Relatedly, human intracranial opportunities allow direct manipulation of these circuits in the human brain. For instance, as described above, we have verified a role of cortico-striatal circuits in control by manipulating those circuits with deep brain stimulation. Evidence from other cognitive systems suggests that the inter-regional communication necessary for top-down control may require synchronized LFP oscillations. Different groups have found evidence for phase-related measures (for example, coherence), phase-amplitude coupling, and amplitude-amplitude measures (mutual information) as measures of that synchrony. Overall, this hypothesis is plausible but incompletely tested. With rapid advances in recording and stimulation capabilities, particularly for experiments with human volunteers, that will soon change. Furthermore, these experiments often use electrical stimulation to perturb networks of cognitive control, increasingly in activity-dependent closed-loop paradigms. Those approaches offer the prospect not only that we will understand control better in years to come but that such studies will lead directly to new therapies targeting deficits in control.
Editorial Note on the Review Process
F1000 Faculty Reviews are commissioned from members of the prestigious F1000 Faculty and are edited as a service to readers. In order to make these reviews as comprehensive and accessible as possible, the referees provide input before publication and only the final, revised version is published. The referees who approved the final version are listed with their names and affiliations but without their reports on earlier versions (any comments will already have been addressed in the published version).

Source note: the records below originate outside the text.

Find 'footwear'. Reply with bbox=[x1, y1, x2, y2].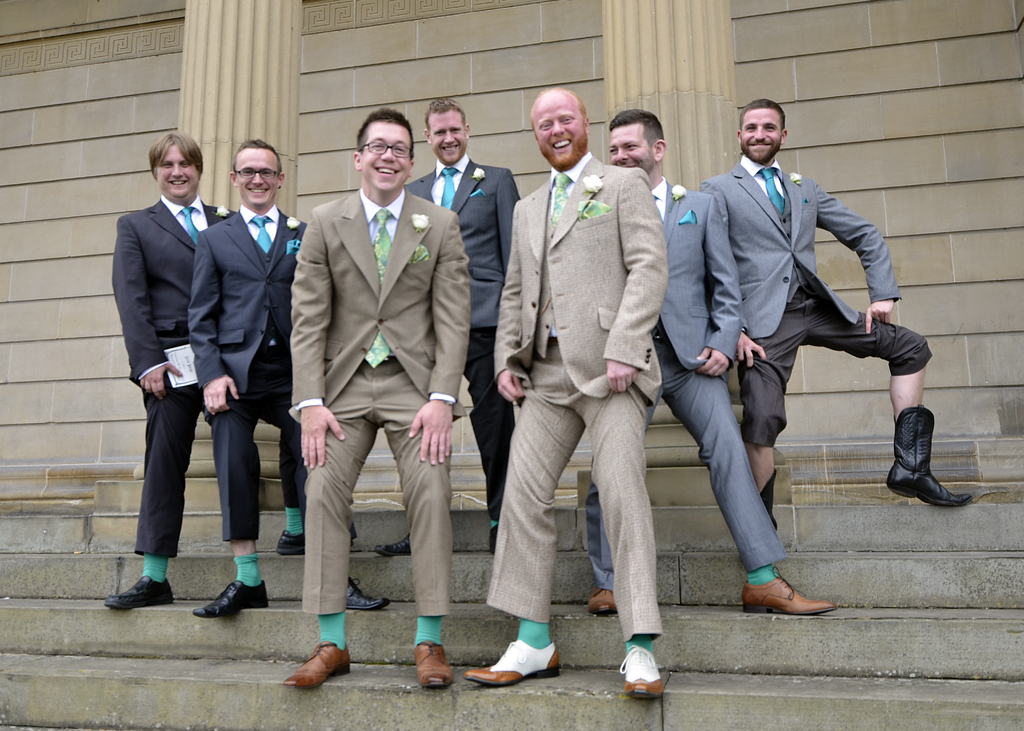
bbox=[414, 647, 445, 691].
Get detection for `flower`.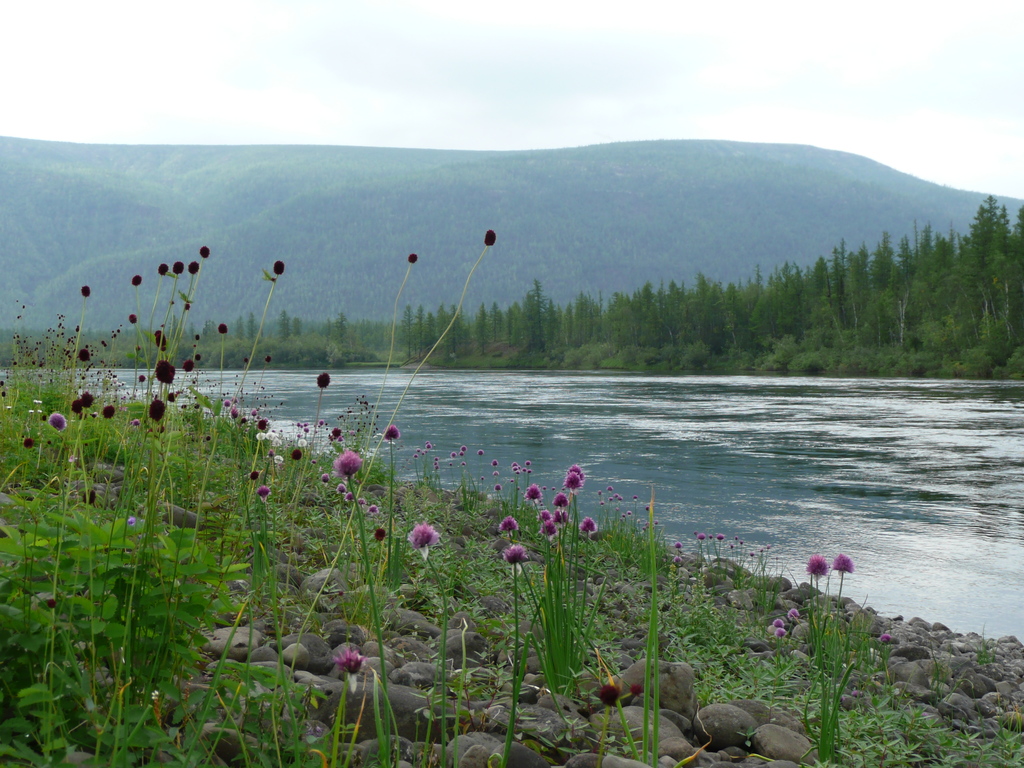
Detection: crop(188, 261, 199, 276).
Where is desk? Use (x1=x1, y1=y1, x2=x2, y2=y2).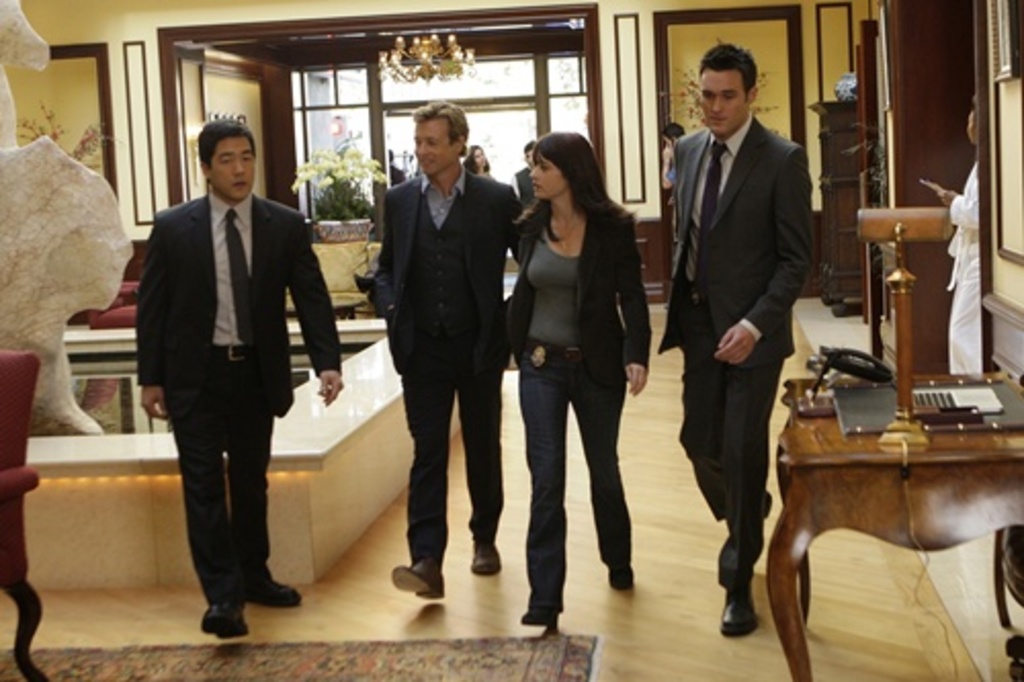
(x1=688, y1=330, x2=1023, y2=670).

The referees who approved this article are:
Matthew R. Roesch, Department of Psychology and Program in Neuroscience and Cognitive Sciences, University of Maryland, College Park, Maryland, USA
Wael Asaad, Departments of Neurosurgery & Neuroscience, Brown University, Providence, RI, 02903, USA
Steve Chang, Department of Psychology and Neuroscience, Kavli Institute for Neuroscience, Yale University, New Haven, Connecticut, USA
Funding Statement
This work was supported by R01 MH118257 (to SRH), DA 038615 (to BYH). ASW acknowledges support from the OneMind Institute and the National Institutes of Health (UH3 NS100548, R21 MH113103, R01 EB026938, R01 MH119384) for work discussed in this article.
The funders had no role in study design, data collection and analysis, decision to publish, or preparation of the manuscript.